Chris McCully: poetry, fishing, and fine conversation

Chris McCully: poetry, fishing, and fine conversation

I had tea at the Cornerhouse with Chris McCully, who’s over from the Netherlands for a couple of days. Chris is a polymath: fine poet, serious fishing writer (he has a book on the way about sea trout ecology, on which he’s a leading expert), scholar of Old English poetry and historical linguistics. He writes regularly for Trout and Salmon magazine, and teaches linguistics and literature at Groningen University.

 We’re planning to write an article together about Tom Rawling, one of the finest Lakeland poets of the 20th century and (like Chris) a scientific specialist on sea trout, who worked with Hugh Falkus, the famous naturalist and fisherman who revolutionised knowledge of these enigmatic fish.
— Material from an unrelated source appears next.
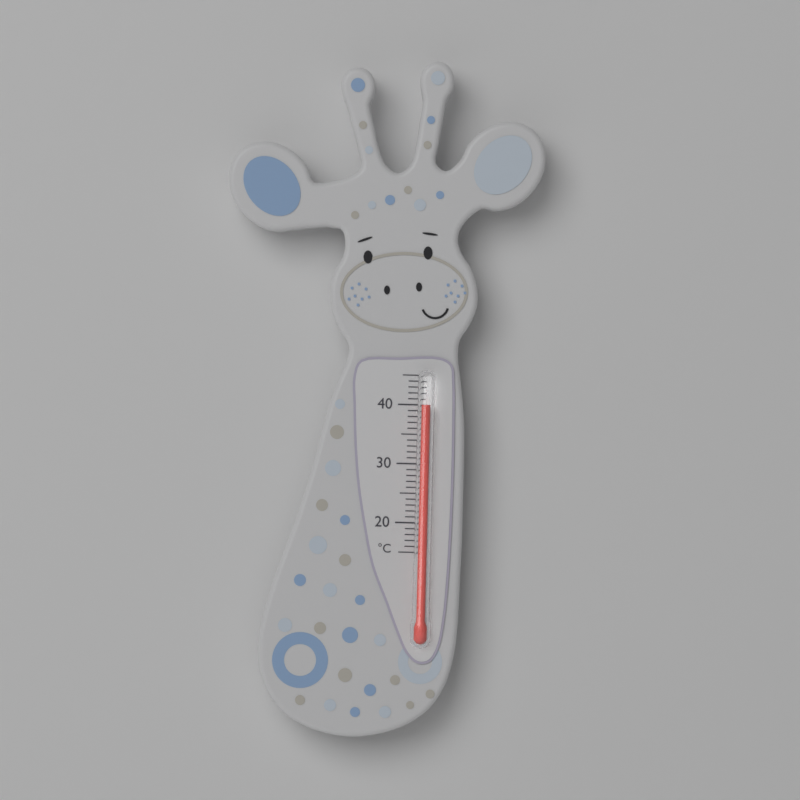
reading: 40 °C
Not that I know anything about fishing: that’s Chris’s department. (Come to think of it, so is poetry. So where do I fit in?)

 We walked down to the neo-Gothic splendours of the John Rylands Library for a reading by James Fenton. Fenton, a taciturn and hugely impressive man, gave a powerful reading, starting with his elegy for the much-missed poet and editor Mick Imlah, who died, after far too short a life, in January 2009. Fenton’s elegy (due to appear in tomorrow’s TLS) was almost classical in its poise, brevity and intensity.

Janet Wilkinson, Rylands Director, talks to Michael Schmidt (centre) and James Fenton (right)

Jan Wilkinson, Rylands Director, talks to poet and publisher Michael Schmidt (centre) and James Fenton (right)

 Fenton went on to read a selection of his poems, with a particular emphasis on poems about war, on which he writes with peculiar intensity. He was a foreign correspondent in Cambodia during the last years of its war, so he knows the truth at first hand.

 Much of Fenton’s poetry draws on traditional ballad forms, as modified by Auden and  Kipling. Sometimes this can be immensely forceful though at moments it also, I feel, slightly flattens out subtleties. The ballad form is a dangerous friend. I asked him afterwards if he was conscious of the dept to Kipling and he said he was, but pointed also to Brecht, a model I hadn’t suspected. But it made sense. There’s a direct, unashamed and sometimes bitter plain-speaking in his rhymes that many contemporary poets would be afraid to use.